Image credit to Amanda Wray.
There is a new website dedicated to presenting the case for basic income. It features useful information and resources directed to decision makers, journalists, academics, politicians and, more generally, anyone interested in society and how basic income may become an integral part of a new way of organizing people.
In this website, one can find a way to conceive basic income as a permanent deficit economy, an idea brought forward by Geoff Crocker, an economist and philosopher from the UK, a set of arguments to justify it, and a list of answers to common objections to the [basic income] concept. It also presents reviews of recent books on basic income, from Phillipe van Parijs, Malcolm Torry, Anne Miller and Guy Standing, among others, and several research articles by Geoff Crocker.
More information at:
André Coelho, “VIDEO: The economics of basic income (by Geoff Crocker)”, Basic Income News, April 26th 2018
My basic complaints with basic income:
1. Creation of an idle class.
2. Being taxed for being a productive high earner.
3. An incentive to have children to gain additional income.
4. Not a replacement for welfare,
5. As a replacement for welfare, there is a real danger of cash being used for bad behavior (cigarettes, drugs, alcohol, etc,) rather than food, shelter, clothing, insurance premiums, etc..
6. Inevitable “government management.”
7. Create the UBI voter.
My basic support for:
1. No welfare bureaucracy.
Rent is $3000 a month for a studio, medical coverage and emergencies, natural disaster recovery, food, iPhone payments, numerous online subscriptions, utilities, car, college, kids or start a family, travel, entertainment, etc people cant have quality life on $1000 a month. They will have to sleep in the street not being able to do anything or participate in the world. If immigrants for example get full free tuition college housing and meal plans 4 years paid in full for each person that’s millions or billions of dollars surely Americans can be given something like 10000 or more a month since rent will be at least $3000 per single person.
Basic income can be used to get poor people and the homeless out from the street and giving them time to think. Being aware of the chance given is a positive thing not only for the homeless itself but as a society as a whole. It will pay itself back through less strain on health-care, less disturbance on the street, less criminal activity and potentially more people getting a job or starting their own small business. Being on the street without hope lets the poor only think about day to day survival, but by giving basic income they also get time to think about their future and how to change it for the better.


Task objective → Write the records out again in full, word for word.

[Source records]
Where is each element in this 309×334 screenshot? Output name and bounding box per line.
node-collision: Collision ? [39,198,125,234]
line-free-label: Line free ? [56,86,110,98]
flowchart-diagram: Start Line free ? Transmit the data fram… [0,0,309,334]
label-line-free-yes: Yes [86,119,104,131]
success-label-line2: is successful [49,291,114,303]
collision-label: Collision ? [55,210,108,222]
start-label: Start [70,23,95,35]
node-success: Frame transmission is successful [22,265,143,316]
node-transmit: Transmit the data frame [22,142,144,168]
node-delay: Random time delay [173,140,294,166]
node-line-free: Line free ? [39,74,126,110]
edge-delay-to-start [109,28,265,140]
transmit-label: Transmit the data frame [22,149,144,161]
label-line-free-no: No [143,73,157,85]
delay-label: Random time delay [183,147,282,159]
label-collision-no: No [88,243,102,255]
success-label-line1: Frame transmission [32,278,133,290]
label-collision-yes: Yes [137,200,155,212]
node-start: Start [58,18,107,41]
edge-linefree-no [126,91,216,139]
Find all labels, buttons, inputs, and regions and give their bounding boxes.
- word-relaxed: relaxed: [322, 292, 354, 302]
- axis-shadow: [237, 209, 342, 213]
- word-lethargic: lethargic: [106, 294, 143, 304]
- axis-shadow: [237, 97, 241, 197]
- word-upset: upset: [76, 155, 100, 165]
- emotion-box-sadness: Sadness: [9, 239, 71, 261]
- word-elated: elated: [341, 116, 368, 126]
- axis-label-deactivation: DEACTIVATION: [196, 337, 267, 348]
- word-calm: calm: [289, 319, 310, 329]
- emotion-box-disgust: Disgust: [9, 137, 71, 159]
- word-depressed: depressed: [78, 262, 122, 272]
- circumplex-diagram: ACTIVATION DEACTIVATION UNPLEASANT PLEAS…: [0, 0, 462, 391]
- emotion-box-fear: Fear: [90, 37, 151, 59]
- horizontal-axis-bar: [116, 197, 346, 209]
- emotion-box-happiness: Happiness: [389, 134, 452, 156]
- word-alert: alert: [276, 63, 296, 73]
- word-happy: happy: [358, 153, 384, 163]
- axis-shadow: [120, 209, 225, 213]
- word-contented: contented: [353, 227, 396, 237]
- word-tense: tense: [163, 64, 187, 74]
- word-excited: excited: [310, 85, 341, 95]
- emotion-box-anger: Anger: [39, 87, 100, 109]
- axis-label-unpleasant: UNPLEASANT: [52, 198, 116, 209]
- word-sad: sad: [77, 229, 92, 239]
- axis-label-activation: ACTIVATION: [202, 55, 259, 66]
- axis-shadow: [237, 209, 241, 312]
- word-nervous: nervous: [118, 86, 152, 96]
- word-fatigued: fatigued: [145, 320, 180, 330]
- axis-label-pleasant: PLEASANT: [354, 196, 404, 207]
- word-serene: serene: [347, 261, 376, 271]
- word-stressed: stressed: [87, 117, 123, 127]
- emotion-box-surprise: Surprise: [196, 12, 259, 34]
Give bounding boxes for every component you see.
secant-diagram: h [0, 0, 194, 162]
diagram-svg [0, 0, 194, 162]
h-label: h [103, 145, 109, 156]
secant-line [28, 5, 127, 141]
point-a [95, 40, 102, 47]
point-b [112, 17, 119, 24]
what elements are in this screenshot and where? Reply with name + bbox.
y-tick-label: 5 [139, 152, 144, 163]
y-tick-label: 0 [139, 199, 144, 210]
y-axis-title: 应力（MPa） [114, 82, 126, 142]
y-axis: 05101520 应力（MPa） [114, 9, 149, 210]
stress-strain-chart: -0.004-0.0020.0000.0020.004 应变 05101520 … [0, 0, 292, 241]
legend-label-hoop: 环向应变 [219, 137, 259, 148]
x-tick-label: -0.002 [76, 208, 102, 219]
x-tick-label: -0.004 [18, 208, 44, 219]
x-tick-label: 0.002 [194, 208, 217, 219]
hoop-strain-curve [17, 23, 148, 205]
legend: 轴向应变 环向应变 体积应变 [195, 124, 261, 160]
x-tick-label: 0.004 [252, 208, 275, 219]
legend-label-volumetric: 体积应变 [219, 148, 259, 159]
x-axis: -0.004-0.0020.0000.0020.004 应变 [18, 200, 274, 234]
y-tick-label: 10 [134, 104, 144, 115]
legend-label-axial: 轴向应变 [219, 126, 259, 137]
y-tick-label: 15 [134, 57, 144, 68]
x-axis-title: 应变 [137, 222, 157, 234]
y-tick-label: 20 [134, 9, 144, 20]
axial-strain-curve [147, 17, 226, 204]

The answer →
Where is each element in this 309×334 screenshot? Output name and bounding box per line.
node-collision: Collision ? [39,198,125,234]
line-free-label: Line free ? [56,86,110,98]
flowchart-diagram: Start Line free ? Transmit the data fram… [0,0,309,334]
label-line-free-yes: Yes [86,119,104,131]
success-label-line2: is successful [49,291,114,303]
collision-label: Collision ? [55,210,108,222]
start-label: Start [70,23,95,35]
node-success: Frame transmission is successful [22,265,143,316]
node-transmit: Transmit the data frame [22,142,144,168]
node-delay: Random time delay [173,140,294,166]
node-line-free: Line free ? [39,74,126,110]
edge-delay-to-start [109,28,265,140]
transmit-label: Transmit the data frame [22,149,144,161]
label-line-free-no: No [143,73,157,85]
delay-label: Random time delay [183,147,282,159]
label-collision-no: No [88,243,102,255]
success-label-line1: Frame transmission [32,278,133,290]
label-collision-yes: Yes [137,200,155,212]
node-start: Start [58,18,107,41]
edge-linefree-no [126,91,216,139]
Find all labels, buttons, inputs, and regions and give their bounding boxes.
- word-relaxed: relaxed: [322, 292, 354, 302]
- axis-shadow: [237, 209, 342, 213]
- word-lethargic: lethargic: [106, 294, 143, 304]
- axis-shadow: [237, 97, 241, 197]
- word-upset: upset: [76, 155, 100, 165]
- emotion-box-sadness: Sadness: [9, 239, 71, 261]
- word-elated: elated: [341, 116, 368, 126]
- axis-label-deactivation: DEACTIVATION: [196, 337, 267, 348]
- word-calm: calm: [289, 319, 310, 329]
- emotion-box-disgust: Disgust: [9, 137, 71, 159]
- word-depressed: depressed: [78, 262, 122, 272]
- circumplex-diagram: ACTIVATION DEACTIVATION UNPLEASANT PLEAS…: [0, 0, 462, 391]
- emotion-box-fear: Fear: [90, 37, 151, 59]
- horizontal-axis-bar: [116, 197, 346, 209]
- emotion-box-happiness: Happiness: [389, 134, 452, 156]
- word-alert: alert: [276, 63, 296, 73]
- word-happy: happy: [358, 153, 384, 163]
- axis-shadow: [120, 209, 225, 213]
- word-contented: contented: [353, 227, 396, 237]
- word-tense: tense: [163, 64, 187, 74]
- word-excited: excited: [310, 85, 341, 95]
- emotion-box-anger: Anger: [39, 87, 100, 109]
- axis-label-unpleasant: UNPLEASANT: [52, 198, 116, 209]
- word-sad: sad: [77, 229, 92, 239]
- axis-label-activation: ACTIVATION: [202, 55, 259, 66]
- axis-shadow: [237, 209, 241, 312]
- word-nervous: nervous: [118, 86, 152, 96]
- word-fatigued: fatigued: [145, 320, 180, 330]
- axis-label-pleasant: PLEASANT: [354, 196, 404, 207]
- word-serene: serene: [347, 261, 376, 271]
- word-stressed: stressed: [87, 117, 123, 127]
- emotion-box-surprise: Surprise: [196, 12, 259, 34]
Give bounding boxes for every component you see.
secant-diagram: h [0, 0, 194, 162]
diagram-svg [0, 0, 194, 162]
h-label: h [103, 145, 109, 156]
secant-line [28, 5, 127, 141]
point-a [95, 40, 102, 47]
point-b [112, 17, 119, 24]
what elements are in this screenshot and where? Reply with name + bbox.
y-tick-label: 5 [139, 152, 144, 163]
y-tick-label: 0 [139, 199, 144, 210]
y-axis-title: 应力（MPa） [114, 82, 126, 142]
y-axis: 05101520 应力（MPa） [114, 9, 149, 210]
stress-strain-chart: -0.004-0.0020.0000.0020.004 应变 05101520 … [0, 0, 292, 241]
legend-label-hoop: 环向应变 [219, 137, 259, 148]
x-tick-label: -0.002 [76, 208, 102, 219]
x-tick-label: -0.004 [18, 208, 44, 219]
x-tick-label: 0.002 [194, 208, 217, 219]
hoop-strain-curve [17, 23, 148, 205]
legend: 轴向应变 环向应变 体积应变 [195, 124, 261, 160]
x-tick-label: 0.004 [252, 208, 275, 219]
legend-label-volumetric: 体积应变 [219, 148, 259, 159]
x-axis: -0.004-0.0020.0000.0020.004 应变 [18, 200, 274, 234]
y-tick-label: 10 [134, 104, 144, 115]
legend-label-axial: 轴向应变 [219, 126, 259, 137]
y-tick-label: 15 [134, 57, 144, 68]
x-axis-title: 应变 [137, 222, 157, 234]
y-tick-label: 20 [134, 9, 144, 20]
axial-strain-curve [147, 17, 226, 204]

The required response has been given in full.